MAUS I: MY FATHER BLEEDS HISTORY by Art Spiegelman (graphic novel / comic book, 1993, 159 pages)

MAUS I: MY FATHER BLEEDS HISTORY is, I think, the only comic book ever to win the Pulitzer Prize. The Pulitzer committee created a special category for this book, because, though the book is a graphic novel, in truth it is virtually impossible to categorize. Jules Feiffer says that Maus is “at one and the same time a novel, a documentary, a memoir, and a comic book”.
And the book is not only the history of a survivor of the Holocaust, but also a candid examination of the relationship between the author and his father.
MAUS I tells the true story of the author’s father’s (Vladek Spiegelman’s) time in Nazi-occupied Poland and culminates in Vladek’s arrival at Auschwitz; and the book uses the framing device of the father’s telling his grown son the story decades after the events happened.
All characters in this book are represented as anthropomorphic animals: For example, Jews are represented by mice, Germans by cats, and Poles by pigs.
Because this is a graphic novel, quotes alone do not do justice to the book, but I will include one anyway. Please note that Vladek Spiegelman speaks English as a second language, and fortunately the author does not correct his father’s incorrect grammar. This quote is the words of Vladek Spiegelman telling the story to his adult son:
Most they took were kids—some only 2 or 3 years [old]. Some kids were screaming and screaming. They couldn't stop. So the Germans swinged them by the legs against a wall…and they never anymore screamed.
I am not an avid reader of graphic novels, but I unequivocally place Maus I: My father bleeds history into the must-read category in terms of Holocaust literature.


● Your objective:
Every entry in the following listing must be restated word for word, though not its pictures.

>>>

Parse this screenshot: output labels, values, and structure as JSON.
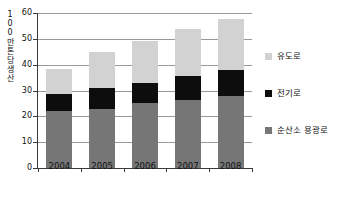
{
  "chart_data": {
    "type": "bar",
    "subtype": "stacked-vertical",
    "title": "",
    "xlabel": "",
    "ylabel": "100만톤 생산",
    "ylabel_chars": [
      "1",
      "0",
      "0",
      "만",
      "톤",
      "당",
      "생",
      "산"
    ],
    "categories": [
      "2004",
      "2005",
      "2006",
      "2007",
      "2008"
    ],
    "ylim": [
      0,
      60
    ],
    "yticks": [
      0,
      10,
      20,
      30,
      40,
      50,
      60
    ],
    "ytick_labels": [
      "0",
      "10",
      "20",
      "30",
      "40",
      "50",
      "60"
    ],
    "grid": true,
    "grid_axis": "y",
    "legend_position": "right",
    "stack_order_bottom_to_top": [
      "순산소 용광로",
      "전기로",
      "유도로"
    ],
    "series": [
      {
        "name": "순산소 용광로",
        "color": "#767676",
        "values": [
          22.0,
          23.0,
          25.0,
          26.5,
          28.0
        ]
      },
      {
        "name": "전기로",
        "color": "#0d0d0d",
        "values": [
          6.5,
          8.0,
          8.0,
          9.0,
          10.0
        ]
      },
      {
        "name": "유도로",
        "color": "#d2d2d2",
        "values": [
          10.0,
          14.0,
          16.0,
          18.5,
          19.5
        ]
      }
    ],
    "cumulative_tops": [
      [
        22.0,
        28.5,
        38.5
      ],
      [
        23.0,
        31.0,
        45.0
      ],
      [
        25.0,
        33.0,
        49.0
      ],
      [
        26.5,
        35.5,
        54.0
      ],
      [
        28.0,
        38.0,
        57.5
      ]
    ],
    "totals": [
      38.5,
      45.0,
      49.0,
      54.0,
      57.5
    ]
  },
  "legend": {
    "items": [
      {
        "label": "유도로",
        "color": "#d2d2d2"
      },
      {
        "label": "전기로",
        "color": "#0d0d0d"
      },
      {
        "label": "순산소 용광로",
        "color": "#767676"
      }
    ]
  },
  "colors": {
    "axis": "#3a3a3a",
    "grid": "#9a9a9a",
    "background": "#ffffff",
    "text": "#111111"
  }
}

<<<

● Exercise output:
Parse this screenshot: output labels, values, and structure as JSON.
{
  "chart_data": {
    "type": "bar",
    "subtype": "stacked-vertical",
    "title": "",
    "xlabel": "",
    "ylabel": "100만톤 생산",
    "ylabel_chars": [
      "1",
      "0",
      "0",
      "만",
      "톤",
      "당",
      "생",
      "산"
    ],
    "categories": [
      "2004",
      "2005",
      "2006",
      "2007",
      "2008"
    ],
    "ylim": [
      0,
      60
    ],
    "yticks": [
      0,
      10,
      20,
      30,
      40,
      50,
      60
    ],
    "ytick_labels": [
      "0",
      "10",
      "20",
      "30",
      "40",
      "50",
      "60"
    ],
    "grid": true,
    "grid_axis": "y",
    "legend_position": "right",
    "stack_order_bottom_to_top": [
      "순산소 용광로",
      "전기로",
      "유도로"
    ],
    "series": [
      {
        "name": "순산소 용광로",
        "color": "#767676",
        "values": [
          22.0,
          23.0,
          25.0,
          26.5,
          28.0
        ]
      },
      {
        "name": "전기로",
        "color": "#0d0d0d",
        "values": [
          6.5,
          8.0,
          8.0,
          9.0,
          10.0
        ]
      },
      {
        "name": "유도로",
        "color": "#d2d2d2",
        "values": [
          10.0,
          14.0,
          16.0,
          18.5,
          19.5
        ]
      }
    ],
    "cumulative_tops": [
      [
        22.0,
        28.5,
        38.5
      ],
      [
        23.0,
        31.0,
        45.0
      ],
      [
        25.0,
        33.0,
        49.0
      ],
      [
        26.5,
        35.5,
        54.0
      ],
      [
        28.0,
        38.0,
        57.5
      ]
    ],
    "totals": [
      38.5,
      45.0,
      49.0,
      54.0,
      57.5
    ]
  },
  "legend": {
    "items": [
      {
        "label": "유도로",
        "color": "#d2d2d2"
      },
      {
        "label": "전기로",
        "color": "#0d0d0d"
      },
      {
        "label": "순산소 용광로",
        "color": "#767676"
      }
    ]
  },
  "colors": {
    "axis": "#3a3a3a",
    "grid": "#9a9a9a",
    "background": "#ffffff",
    "text": "#111111"
  }
}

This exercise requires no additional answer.